Young as she was, Gudrun had touched the whole pulse of social England. She had no ideas of rising in the world. She knew, with the perfect cynicism of cruel youth, that to rise in the world meant to have one outside show instead of another, the advance was like having a spurious half–crown instead of a spurious penny. The whole coinage of valuation was spurious. Yet of course, her cynicism knew well enough that, in a world where spurious coin was current, a bad sovereign was better than a bad farthing. But rich and poor, she despised both alike.

On the morning which followed his interview with the Mormon Prophet, John Ferrier went in to Salt Lake City, and having found his acquaintance, who was bound for the Nevada Mountains, he entrusted him with his message to Jefferson Hope. In it he told the young man of the imminent danger which threatened them, and how necessary it was that he should return. Having done thus he felt easier in his mind, and returned home with a lighter heart.

As he approached his farm, he was surprised to see a horse hitched to each of the posts of the gate. Still more surprised was he on the entering to find two young men in possession of his sitting-room. One, with a long pale face, was leaning back in the rocking-chair, with his feet cocked up upon the stove. The other, a bull-necked youth with coarse, bloated features, was standing in front of the window with his hands in his pockets whistling a popular hymn. Both of them nodded to Ferrier as he entered, and the one in the rocking-chair commenced the conversation.

“Maybe you don’t know us,” he said. “This here is the son of Elder Drebber, and I’m Joseph Stangerson, who travelled with you in the desert when the Lord stretched out His hand and gathered you into the true fold.”

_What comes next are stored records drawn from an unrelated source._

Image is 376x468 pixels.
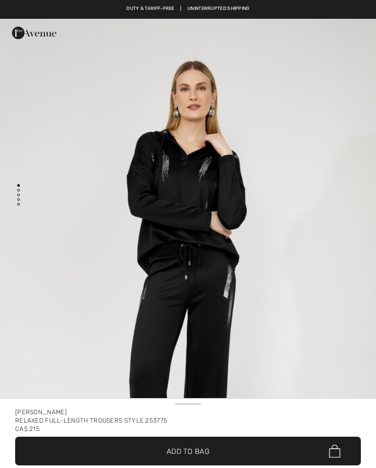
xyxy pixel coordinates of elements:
a: 1ère Avenue [12,28,56,37]
div: [PERSON_NAME] [15,408,361,416]
span: Add to Bag [166,446,209,457]
span: CA$ 215 [15,425,40,433]
img: 1ère Avenue [12,22,56,43]
div: Relaxed Full-length Trousers Style 253775 [15,416,361,425]
button: Add to Bag [15,437,361,465]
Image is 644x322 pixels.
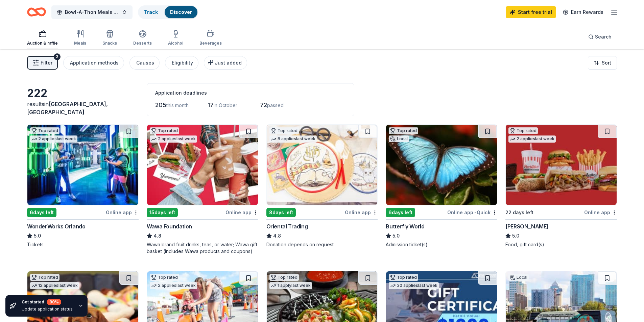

“As He will all the nations in His own good time,” said the other in a nasal voice; “He grindeth slowly but exceeding small.”

John Ferrier bowed coldly. He had guessed who his visitors were.

“We have come,” continued Stangerson, “at the advice of our fathers to solicit the hand of your daughter for whichever of us may seem good to you and to her. As I have but four wives and Brother Drebber here has seven, it appears to me that my claim is the stronger one.”

“Nay, nay, Brother Stangerson,” cried the other; “the question is not how many wives we have, but how many we can keep. My father has now given over his mills to me, and I am the richer man.”

“But my prospects are better,” said the other, warmly. “When the Lord removes my father, I shall have his tanning yard and his leather factory. Then I am your elder, and am higher in the Church.”

“It will be for the maiden to decide,” rejoined young Drebber, smirking at his own reflection in the glass. “We will leave it all to her decision.”

During this dialogue John Ferrier had stood fuming in the doorway, hardly able to keep his riding-whip from the backs of his two visitors.

“Look here,” he said at last, striding up to them, “when my daughter summons you, you can come, but until then I don’t want to see your faces again.”

The two young Mormons stared at him in amazement. In their eyes this competition between them for the maiden’s hand was the highest of honours both to her and her father.

“There are two ways out of the room,” cried Ferrier; “there is the door, and there is the window. Which do you care to use?”

His brown face looked so savage, and his gaunt hands so threatening, that his visitors sprang to their feet and beat a hurried retreat. The old farmer followed them to the door.